Thursday 4 June 2020

KINO STUDIO CLASSIC BLU RAY : 'ARABIAN ADVENTURE' : FIRST TIME ON BLU RAY!


IT'S LAMP RUBBING : CARPETS FLYING : GENIES THREATENING AND VILLAINS PLOTTING WITH A CAST THAT'S MAGIC IN OL' DOWN-TOWN BAGDAD-VILLE ! 

Kino Lorber Studio Classics has just rolled out the global debut on Blu-ray of the 1979 movie, 'Arabian Adventure' : this film was previously only available in the U.K. as a dire DVD video transfer released in 2007. Kino Lorber's new blu-ray, licensed from Studio Canal, is good news and especially welcomed by collectors of the genre and Cushing / Lee fans alike. With FOUR MILLION budget, that was never going to stretch to the needs, Alan Hume's cinematography is never less than beautiful to look at, as you would expect!

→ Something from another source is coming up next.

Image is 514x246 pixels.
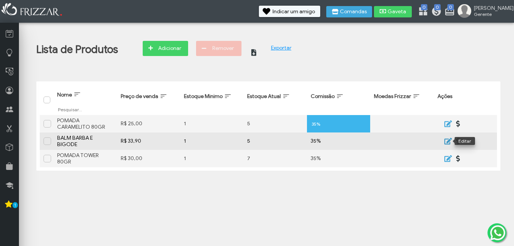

VISUALLY MANY OF THE SCENES look great, very colourful, bright and quite new, even though the advance and progress in cinema visual effects does date some of what may have already been 'from another era' even at the time of its release, you aren't fooled by what you see. Special effects chief, George Gibbs, gives you a lot to look at and knows the market had changed, but cuts the cloth with what he has. Back in the day of Saturday family and kids matinees, that really didn't matter. 'There is something of a charm to watching some effects here that really do go back to the art of silent movies, smoke mirrors, forced perspectives and strings!' You don't feel cheated, you get the feeling of 'you along with the characters, are along for the ride, on those magic carpets and all' 😉😊 




PRODUCTION DESIGNER, Elliot Scott dressers the film beautifully and uses lots of tricks and techniques he would later go on to use in classics like 'Who Framed Roger Rabbit' (1988), Labyrinth (1986) and two of the Indiana movies, 'Tempe of Doom' and 'Last Crusade' (84 and 89), but with more than the share he got from this four million budget. It is perhaps worth mentioning and keeping in mind that much like Connor's Amicus film 'At The Earth's Core' and some of his 'Edgar Rice Burroughs' films, 'The Land That Time Forgot' (1975) 'The People That Time Forgot' (1977)... THIS is for the KIDS and there is much in the style and look of this film that reminds one of 'Jabberwocky' (1977) and 'The Adventures of Baron Munchausen' (1988)... but made with pennies rather than mega-bucks!  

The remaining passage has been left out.